SCSP Method | HTTP Method | RFC 7231 Section |
---|---|---|
SCSP UPDATE | PUT |
Special Query Arguments
replicate | Protects rapid updates | Objects can be updated at a maximum frequency of once per second. Updating more frequently can cause unpredictable results with the stored object version and can trigger an HTTP 409 (Conflict) error. Include the |
---|---|---|
newname | Renames object | Use the newname query argument to rename a named object within the same bucket, which provides a new name with the update request (PUT, COPY, APPEND). Requests for the original name return an HTTP 404 Not Found and the prior search metadata is removed after an object is renamed. Note: the |
preserve | Updates custom headers | PUT only saves new headers, but the |
UPDATE for Named Objects
UPDATE is a request to the storage cluster to modify a specific named object or alias object with new content. The UPDATE request is formatted as an HTTP request using the PUT method:
PUT /bucket/file.txt HTTP/1.1
Host: cluster.example.com
User-Agent: Swarm Client/0.1
Content-Length: 43402
Expect: 100-continue
Content-Type: image/jpeg
Content-Language: en/us, x-pig-latin
Content-Version: 42
Last-Modified: Wed, 1 Sept 2010 15:59:02 GMT
Created-Date: Wed, 1 Sept 2010 15:59:02 GMT
CRLF
[ content ]
UPDATE for Unnamed Objects
The UPDATE request is formatted as an HTTP request using the PUT method. The normal response to a PUT request, similar to a POST, is an HTTP 201 Created response.

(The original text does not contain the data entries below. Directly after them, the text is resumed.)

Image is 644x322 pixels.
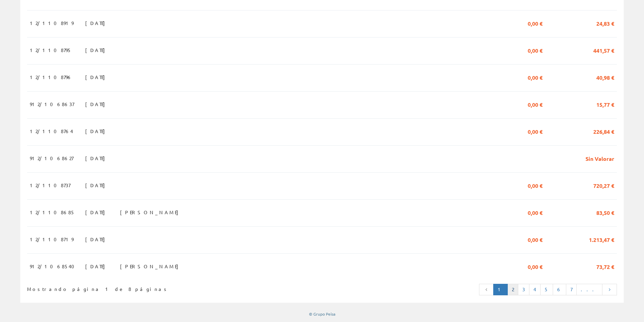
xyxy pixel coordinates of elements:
[85,234,108,245] span: [DATE]
[596,17,615,29] span: 24,83 €
[508,284,518,295] a: 2
[85,207,108,218] span: [DATE]
[602,284,617,295] a: Página siguiente
[586,153,615,164] span: Sin Valorar
[553,284,566,295] a: 6
[120,207,182,218] span: [PERSON_NAME]
[528,179,543,191] span: 0,00 €
[85,179,108,191] span: [DATE]
[594,44,615,56] span: 441,57 €
[529,284,541,295] a: 4
[528,98,543,110] span: 0,00 €
[528,44,543,56] span: 0,00 €
[596,261,615,272] span: 73,72 €
[30,44,72,56] span: 12/1108795
[30,207,75,218] span: 12/1108685
[85,72,108,83] span: [DATE]
[85,126,108,137] span: [DATE]
[596,98,615,110] span: 15,77 €
[30,98,74,110] span: 912/1068637
[528,72,543,83] span: 0,00 €
[594,179,615,191] span: 720,27 €
[528,126,543,137] span: 0,00 €
[528,261,543,272] span: 0,00 €
[540,284,553,295] a: 5
[120,261,182,272] span: [PERSON_NAME]
[85,153,108,164] span: [DATE]
[30,179,70,191] span: 12/1108737
[596,72,615,83] span: 40,98 €
[566,284,577,295] a: 7
[30,153,74,164] span: 912/1068627
[20,312,624,317] div: © Grupo Peisa
[596,207,615,218] span: 83,50 €
[85,98,108,110] span: [DATE]
[27,283,267,293] div: Mostrando página 1 de 8 páginas
[30,126,73,137] span: 12/1108764
[528,207,543,218] span: 0,00 €
[594,126,615,137] span: 226,84 €
[85,44,108,56] span: [DATE]
[493,284,508,295] a: Página actual
[30,234,74,245] span: 12/1108719
[576,284,602,295] a: ...
[528,17,543,29] span: 0,00 €
[518,284,529,295] a: 3
[85,261,108,272] span: [DATE]
[30,261,78,272] span: 912/1068540
[528,234,543,245] span: 0,00 €
[85,17,108,29] span: [DATE]
[589,234,615,245] span: 1.213,47 €
[30,72,72,83] span: 12/1108796
[479,284,494,295] a: Página anterior
[30,17,74,29] span: 12/1108919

PUT /06eec5e2c3f1aadcb41ef7fd52adc049 HTTP/1.1
Host: cluster.example.com
User-Agent: Swarm Client/0.1
Content-Length: 43402
Expect: 100-continue
Content-Type: image/jpeg
Content-Language: en/us, x-pig-latin
Content-Version: 42
Last-Modified: Wed, 1 Sept 2010 15:59:02 GMT
Created-Date: Wed, 1 Sept 2010 15:59:02 GMT
CRLF
[ content ]
PUT returns an HTTP 404 Not Found error if the object name or UUID you specify in the command does not exist.
Note
The object can be erasure-coded, which has a smaller storage footprint, if a non-erasure-coded object is updated and the update causes the object to meet the criteria described in https://perifery.atlassian.net/wiki/spaces/public/pages/2443812123.
UPDATE for alias Objects
Adding alias=yes is optional to update alias object because this method applies only to mutable objects.
The content sent in the body of the request is written as a new object if UPDATE succeeds on an alias object. The first line of the HTTP PUT is updated to point to the new object, and the original UUID of the object is returned to the client.
Normal Responses to UPDATE
See https://perifery.atlassian.net/wiki/spaces/public/pages/edit-v2/2443821621# for a list of response headers.
Error Responses to UPDATE
Swarm responds with an HTTP 409 Conflict if the UPDATE method is executed on an object in a domain but the domain does not exist or is not in the content cache on the node that receives the request.
Rapid Updates
Rapid updates of an object can trigger an HTTP 409 Conflict error, a "Later version already exists."
Rapid updates or overwrites to an object in a versioned bucket can cause temporary listing inconsistency, even when replication=immediate
is used (default with Gateway). Those unlisted versions are accessible directly by the versionid
. Using a 1-second delay should avoid this.